16th
animals in the eighteenth-century
I am looking at animals both living and dead in the eighteenth-century. I am using the ideas of ‘object biographies’ to trace the journeys of these animals from their arrival in Britain to dissection and display in museums and other collections. I am also borrowing from ideas of ‘it-narratives’ in eighteenth-century literature - novels that talk about objects and their circulation. I am interested in applying ideas of animals as ‘things’ (albeit objects that feel and suffer) to a museological look at animal objects.
I do not believe that animals are objects but rather subjects or persons. But I want to show how contemporary ideas about animals as objects and the contradictions that are inherent to this perspective, emerged in the eighteenth-century. I don’t ahere to any progressive historical narrative of increased ‘humane’ attitudes towards animals throughout the eighteenth-century and into the contemporary. Instead I want to demonstrate how animals are culturally configured and contingent. I want to try and write a cultural biography of animals in the eighteenth-century that takes seriously eighteenth-century conceptions of animals. But in this process I hope that my work will reflect on contemporary ideas about animals as objects - and the challenge this poses to the status of zoological gardens and natural history musuems. More broadly I support a radical reassessment of our relationship with animals and a recognition of animals as autonomous subjects worthy of ethical consideration.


About this task:
Read the records and write them out again exactly.

***** Records for this task

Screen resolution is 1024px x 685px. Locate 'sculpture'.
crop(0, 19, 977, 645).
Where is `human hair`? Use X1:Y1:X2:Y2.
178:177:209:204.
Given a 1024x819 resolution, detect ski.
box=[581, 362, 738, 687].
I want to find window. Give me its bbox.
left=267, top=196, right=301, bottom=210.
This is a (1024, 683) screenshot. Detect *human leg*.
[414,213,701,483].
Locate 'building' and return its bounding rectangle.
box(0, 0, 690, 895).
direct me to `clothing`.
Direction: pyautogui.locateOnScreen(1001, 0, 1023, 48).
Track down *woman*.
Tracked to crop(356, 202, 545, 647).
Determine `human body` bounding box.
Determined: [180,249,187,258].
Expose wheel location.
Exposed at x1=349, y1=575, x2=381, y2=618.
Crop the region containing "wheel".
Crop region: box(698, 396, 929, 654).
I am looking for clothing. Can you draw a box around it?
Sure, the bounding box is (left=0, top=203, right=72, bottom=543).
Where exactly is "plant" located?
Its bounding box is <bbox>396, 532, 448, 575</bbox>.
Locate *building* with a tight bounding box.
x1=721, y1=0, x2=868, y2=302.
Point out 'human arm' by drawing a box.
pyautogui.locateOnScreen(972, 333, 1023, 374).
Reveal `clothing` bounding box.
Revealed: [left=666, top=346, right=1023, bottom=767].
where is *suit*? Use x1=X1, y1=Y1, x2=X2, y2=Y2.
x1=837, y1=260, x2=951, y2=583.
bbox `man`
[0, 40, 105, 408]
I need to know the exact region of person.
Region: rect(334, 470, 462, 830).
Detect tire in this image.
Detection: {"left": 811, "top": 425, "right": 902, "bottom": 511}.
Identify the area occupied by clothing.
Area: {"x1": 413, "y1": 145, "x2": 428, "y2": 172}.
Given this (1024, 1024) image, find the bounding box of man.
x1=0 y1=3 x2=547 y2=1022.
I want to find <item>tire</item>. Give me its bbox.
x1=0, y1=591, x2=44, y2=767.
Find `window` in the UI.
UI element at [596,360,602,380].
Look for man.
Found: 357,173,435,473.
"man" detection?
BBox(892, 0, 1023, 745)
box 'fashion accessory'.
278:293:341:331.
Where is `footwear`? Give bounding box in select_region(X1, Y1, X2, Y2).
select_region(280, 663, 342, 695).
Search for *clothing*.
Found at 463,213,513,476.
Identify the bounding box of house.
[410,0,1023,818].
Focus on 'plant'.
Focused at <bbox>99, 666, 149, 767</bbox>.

**********

Exercise solution:
Screen resolution is 1024px x 685px. Locate 'sculpture'.
crop(0, 19, 977, 645).
Where is `human hair`? Use X1:Y1:X2:Y2.
178:177:209:204.
Given a 1024x819 resolution, detect ski.
box=[581, 362, 738, 687].
I want to find window. Give me its bbox.
left=267, top=196, right=301, bottom=210.
This is a (1024, 683) screenshot. Detect *human leg*.
[414,213,701,483].
Locate 'building' and return its bounding rectangle.
box(0, 0, 690, 895).
direct me to `clothing`.
Direction: pyautogui.locateOnScreen(1001, 0, 1023, 48).
Track down *woman*.
Tracked to crop(356, 202, 545, 647).
Determine `human body` bounding box.
Determined: [180,249,187,258].
Expose wheel location.
Exposed at x1=349, y1=575, x2=381, y2=618.
Crop the region containing "wheel".
Crop region: box(698, 396, 929, 654).
I am looking for clothing. Can you draw a box around it?
Sure, the bounding box is (left=0, top=203, right=72, bottom=543).
Where exactly is "plant" located?
Its bounding box is <bbox>396, 532, 448, 575</bbox>.
Locate *building* with a tight bounding box.
x1=721, y1=0, x2=868, y2=302.
Point out 'human arm' by drawing a box.
pyautogui.locateOnScreen(972, 333, 1023, 374).
Reveal `clothing` bounding box.
Revealed: [left=666, top=346, right=1023, bottom=767].
where is *suit*? Use x1=X1, y1=Y1, x2=X2, y2=Y2.
x1=837, y1=260, x2=951, y2=583.
bbox `man`
[0, 40, 105, 408]
I need to know the exact region of person.
Region: rect(334, 470, 462, 830).
Detect tire in this image.
Detection: {"left": 811, "top": 425, "right": 902, "bottom": 511}.
Identify the area occupied by clothing.
Area: {"x1": 413, "y1": 145, "x2": 428, "y2": 172}.
Given this (1024, 1024) image, find the bounding box of man.
x1=0 y1=3 x2=547 y2=1022.
I want to find <item>tire</item>. Give me its bbox.
x1=0, y1=591, x2=44, y2=767.
Find `window` in the UI.
UI element at [596,360,602,380].
Look for man.
Found: 357,173,435,473.
"man" detection?
BBox(892, 0, 1023, 745)
box 'fashion accessory'.
278:293:341:331.
Where is `footwear`? Give bounding box in select_region(X1, Y1, X2, Y2).
select_region(280, 663, 342, 695).
Search for *clothing*.
Found at 463,213,513,476.
Identify the bounding box of house.
[410,0,1023,818].
Focus on 'plant'.
Focused at <bbox>99, 666, 149, 767</bbox>.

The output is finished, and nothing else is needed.